Tirzepatide compared with semaglutide and 10-year cardiovascular disease risk reduction in obesity: <i>post-hoc</i> analysis of the SURMOUNT-5 trial.
Eur Heart J Open · 2025
Last updated 2026-05-28In a study comparing tirzepatide and semaglutide for weight loss in people with obesity but without diabetes, tirzepatide (at doses of 10 or 15 mg) reduced predicted 10-year cardiovascular disease risk by 2.4% on average, while semaglutide (at doses of 1.7 or 2.4 mg) reduced it by 1.4%. Over 10 years, this could mean preventing about 2 million cardiovascular events in the U.S. with tirzepatide versus 1.15 million with semaglutide among eligible adults.
AI summary of the abstract below.
| Journal | Eur Heart J Open, 2025 |
|---|---|
| Citations | 4 |
| Molecules | semaglutide, tirzepatide |
| Conditions studied | Obesity, Cardiovascular Risk Reduction |
Abstract
AIMS: Approximately two-thirds of obesity-related mortality is attributable to cardiovascular disease (CVD).
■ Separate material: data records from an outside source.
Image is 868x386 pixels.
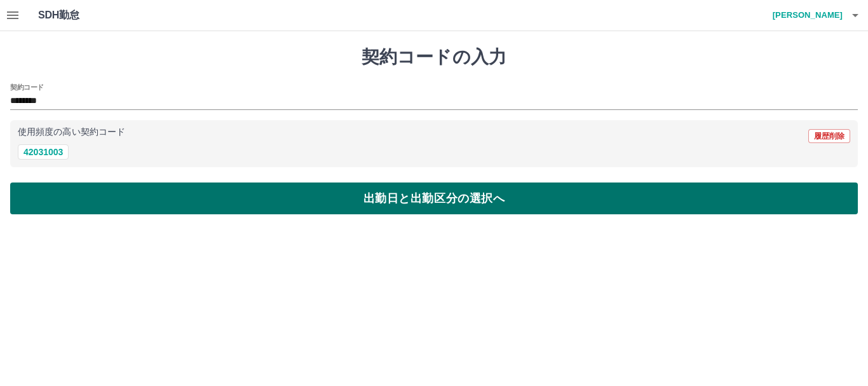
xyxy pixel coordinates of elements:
button: 42031003 [18,144,68,160]
button: 履歴削除 [809,129,850,143]
p: 使用頻度の高い契約コード [18,128,126,137]
button: 出勤日と出勤区分の選択へ [11,183,857,214]
h2: 契約コード [11,82,44,93]
h1: 契約コードの入力 [11,47,857,68]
The aim of this analysis is to examine predicted CVD risk reduction following weight loss in persons with obesity for primary prevention between tirzepatide and semaglutide, and projected CVD events that could be potentially prevented in the USA.
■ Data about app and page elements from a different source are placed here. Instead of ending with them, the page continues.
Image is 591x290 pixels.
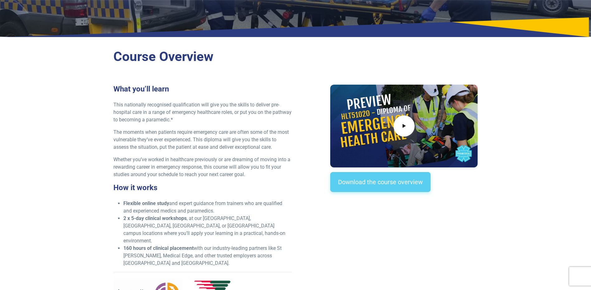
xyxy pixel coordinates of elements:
h2: Course Overview [113,49,478,65]
strong: 160 hours of clinical placement [123,245,193,251]
h3: What you’ll learn [113,85,292,94]
strong: Flexible online study [123,201,169,206]
p: This nationally recognised qualification will give you the skills to deliver pre-hospital care in... [113,101,292,124]
li: , at our [GEOGRAPHIC_DATA], [GEOGRAPHIC_DATA], [GEOGRAPHIC_DATA], or [GEOGRAPHIC_DATA] campus loc... [123,215,292,245]
strong: 2 x 5-day clinical workshops [123,216,187,221]
li: with our industry-leading partners like St [PERSON_NAME], Medical Edge, and other trusted employe... [123,245,292,267]
a: Download the course overview [330,172,430,192]
h3: How it works [113,183,292,192]
p: The moments when patients require emergency care are often some of the most vulnerable they’ve ev... [113,129,292,151]
li: and expert guidance from trainers who are qualified and experienced medics and paramedics. [123,200,292,215]
iframe: EmbedSocial Universal Widget [330,205,477,236]
p: Whether you’ve worked in healthcare previously or are dreaming of moving into a rewarding career ... [113,156,292,178]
METHODS AND RESULTS: SURMOUNT-5 was a Phase 3b, open-label, randomized trial conducted in participants with obesity and without Type-2 diabetes, comparing tirzepatide (10 or 15 mg) with semaglutide (1.7 or 2.4 mg) and administered via weekly subcutaneous injection. Predicted 10-year CVD risks were compared between treatments at baseline and up to 72 weeks post-treatment among participants without prior CVD. The impact of cardiovascular risk reduction was estimated as the projected preventable CVD events over 10 years for tirzepatide and semaglutide in the USA. The average predicted 10-year CVD risk score before treatment was 9.3%. Treatment with tirzepatide was associated with significantly greater reduction in predicted 10-year CVD risk compared with semaglutide (absolute reduction from baseline of 2.4% and 1.4%, respectively, < 0.001). Translating risk reduction to the US population who met treatment eligibility criteria and without prior CVD (∼85 million), an estimated 2 million CVD events could be potentially prevented over 10 years after 72 weeks of tirzepatide treatment, vs. 1.15 million with semaglutide.
CONCLUSION: In SURMOUNT-5, treatment with tirzepatide was associated with greater predicted 10-year CVD risk reduction compared with semaglutide. This analysis suggests tirzepatide treatment may provide greater benefit in primary prevention of CVD than semaglutide in people with obesity and overweight.
REGISTRATION: ClinicalTrials.gov: NCT05822830.